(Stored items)
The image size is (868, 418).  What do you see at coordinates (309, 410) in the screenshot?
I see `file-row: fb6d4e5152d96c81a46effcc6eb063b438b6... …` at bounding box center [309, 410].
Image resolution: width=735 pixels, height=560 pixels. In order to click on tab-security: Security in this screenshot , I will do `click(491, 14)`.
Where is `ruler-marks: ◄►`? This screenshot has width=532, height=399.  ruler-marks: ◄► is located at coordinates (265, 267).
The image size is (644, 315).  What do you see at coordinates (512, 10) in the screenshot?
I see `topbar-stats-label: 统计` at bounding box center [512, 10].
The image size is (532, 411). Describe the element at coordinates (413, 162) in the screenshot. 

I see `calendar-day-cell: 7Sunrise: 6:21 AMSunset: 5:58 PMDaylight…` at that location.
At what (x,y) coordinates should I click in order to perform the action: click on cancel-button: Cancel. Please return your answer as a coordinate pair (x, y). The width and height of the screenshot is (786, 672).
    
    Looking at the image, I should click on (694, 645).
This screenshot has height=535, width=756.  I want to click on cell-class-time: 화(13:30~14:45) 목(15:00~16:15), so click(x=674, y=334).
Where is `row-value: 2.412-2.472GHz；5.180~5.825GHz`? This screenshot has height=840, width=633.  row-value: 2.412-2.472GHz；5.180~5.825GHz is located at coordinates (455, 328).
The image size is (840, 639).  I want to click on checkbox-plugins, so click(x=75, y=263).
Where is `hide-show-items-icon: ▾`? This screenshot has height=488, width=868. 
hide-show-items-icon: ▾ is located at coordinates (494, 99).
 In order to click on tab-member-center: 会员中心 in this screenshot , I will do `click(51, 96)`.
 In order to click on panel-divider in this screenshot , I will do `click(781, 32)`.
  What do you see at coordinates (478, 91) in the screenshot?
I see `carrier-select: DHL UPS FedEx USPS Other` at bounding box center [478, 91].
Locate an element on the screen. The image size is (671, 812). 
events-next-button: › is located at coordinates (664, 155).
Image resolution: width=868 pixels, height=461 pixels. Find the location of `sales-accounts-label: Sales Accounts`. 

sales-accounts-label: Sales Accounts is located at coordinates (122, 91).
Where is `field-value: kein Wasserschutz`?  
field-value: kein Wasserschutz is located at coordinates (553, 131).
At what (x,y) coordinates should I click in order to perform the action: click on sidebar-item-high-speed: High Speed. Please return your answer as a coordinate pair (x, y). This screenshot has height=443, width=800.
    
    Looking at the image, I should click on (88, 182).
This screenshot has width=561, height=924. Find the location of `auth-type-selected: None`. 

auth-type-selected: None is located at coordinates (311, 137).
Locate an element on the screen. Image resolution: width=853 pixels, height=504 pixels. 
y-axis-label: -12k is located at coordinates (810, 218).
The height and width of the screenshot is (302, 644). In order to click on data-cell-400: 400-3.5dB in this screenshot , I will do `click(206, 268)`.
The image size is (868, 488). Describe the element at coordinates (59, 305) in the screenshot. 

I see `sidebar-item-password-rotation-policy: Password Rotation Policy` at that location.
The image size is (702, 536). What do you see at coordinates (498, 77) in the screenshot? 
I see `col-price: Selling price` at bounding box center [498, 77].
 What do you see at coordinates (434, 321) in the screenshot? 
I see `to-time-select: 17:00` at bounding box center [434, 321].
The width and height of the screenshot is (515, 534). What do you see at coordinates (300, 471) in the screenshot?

### Your assignment
Starting at the line that contains "What do you see at coordinates (434, 321)", reproduce each line through the end of the records exactly, both ends included.

### Solution
 What do you see at coordinates (434, 321) in the screenshot? 
I see `to-time-select: 17:00` at bounding box center [434, 321].
The width and height of the screenshot is (515, 534). What do you see at coordinates (300, 471) in the screenshot?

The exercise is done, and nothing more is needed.